> **MATERIAL PROVIDED**
+---+

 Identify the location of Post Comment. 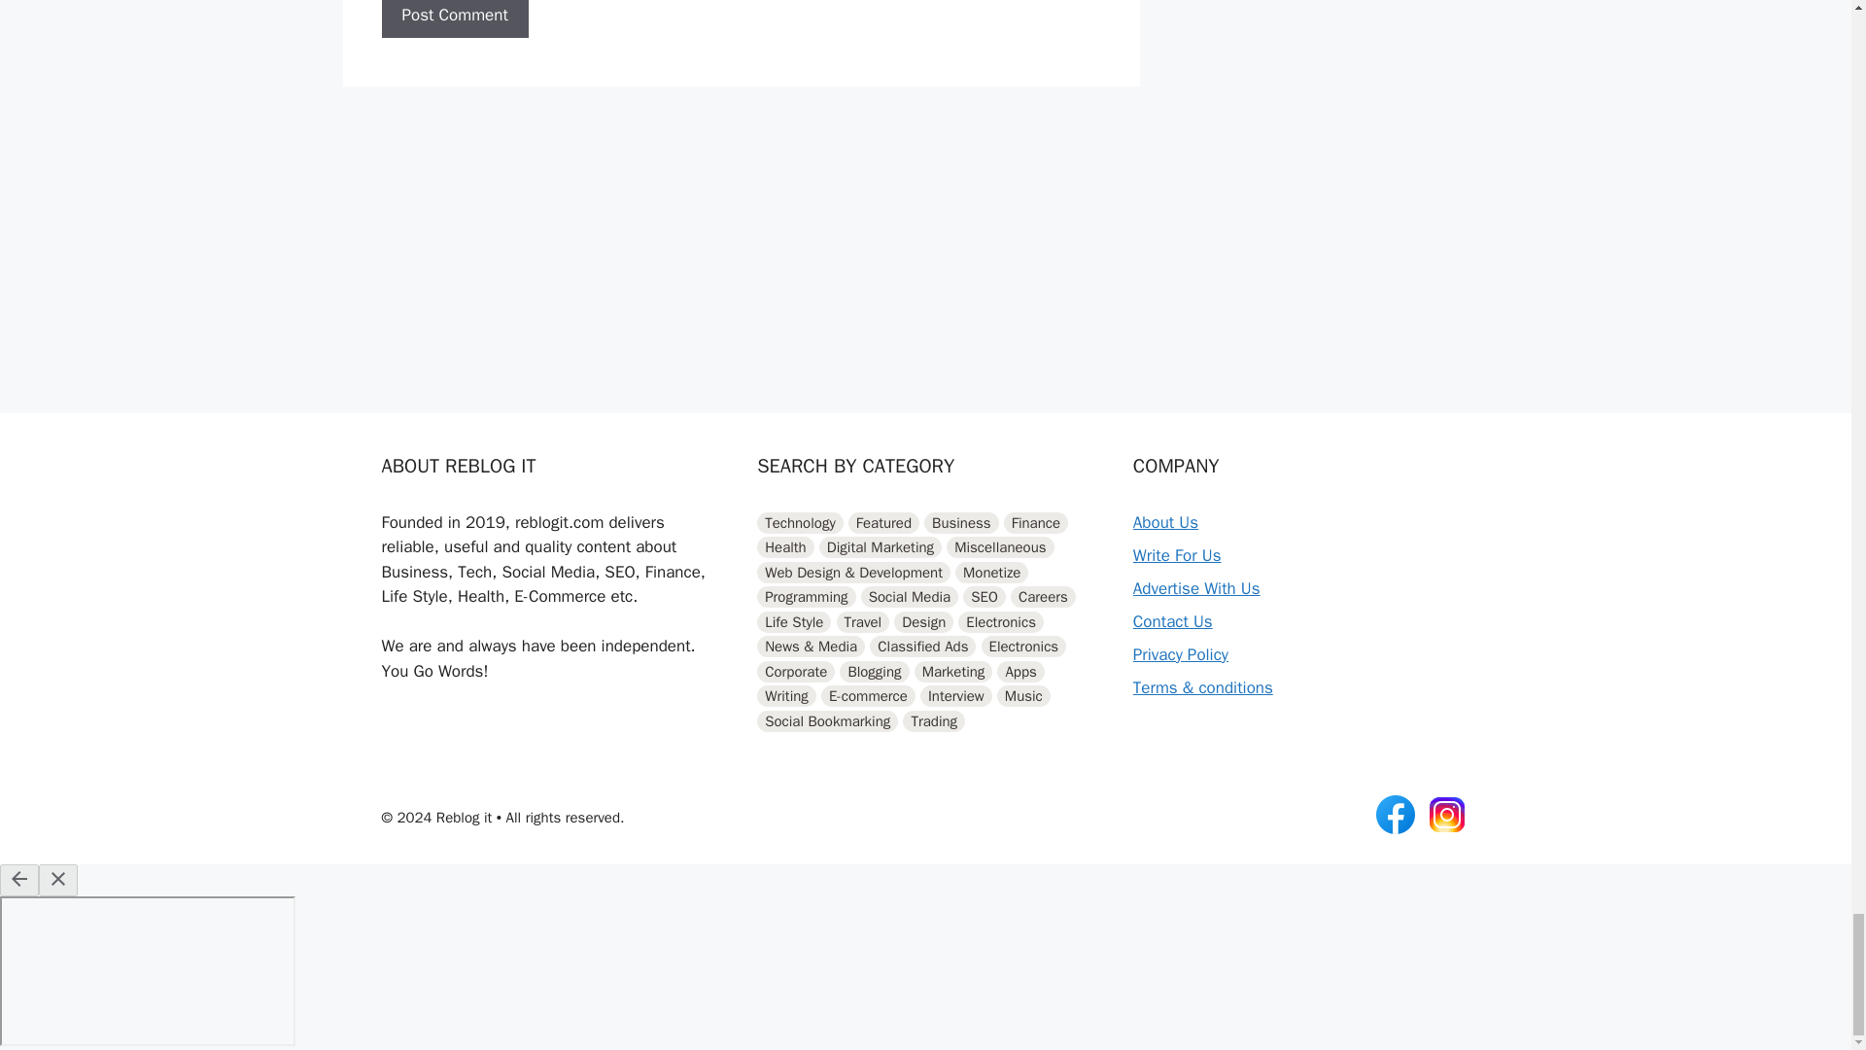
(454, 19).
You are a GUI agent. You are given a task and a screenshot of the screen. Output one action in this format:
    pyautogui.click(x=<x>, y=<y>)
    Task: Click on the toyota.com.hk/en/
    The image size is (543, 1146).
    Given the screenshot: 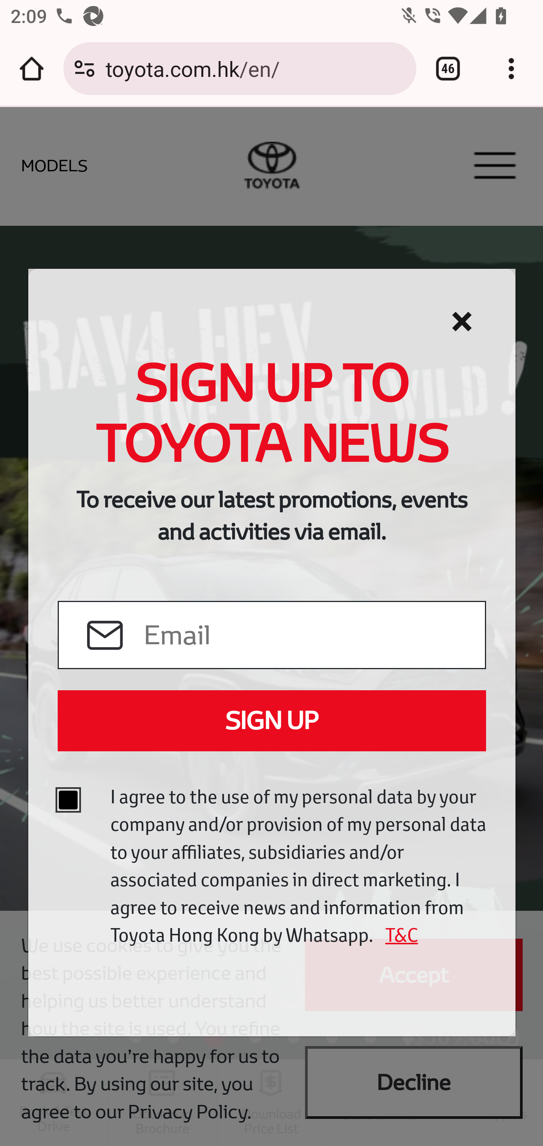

+---+

The records above are to be repeated exactly, apart from their pictures.

> **YOUR SOLUTION**
 Identify the location of Post Comment. 
(454, 19).
You are a GUI agent. You are given a task and a screenshot of the screen. Output one action in this format:
    pyautogui.click(x=<x>, y=<y>)
    Task: Click on the toyota.com.hk/en/
    The image size is (543, 1146).
    Given the screenshot: 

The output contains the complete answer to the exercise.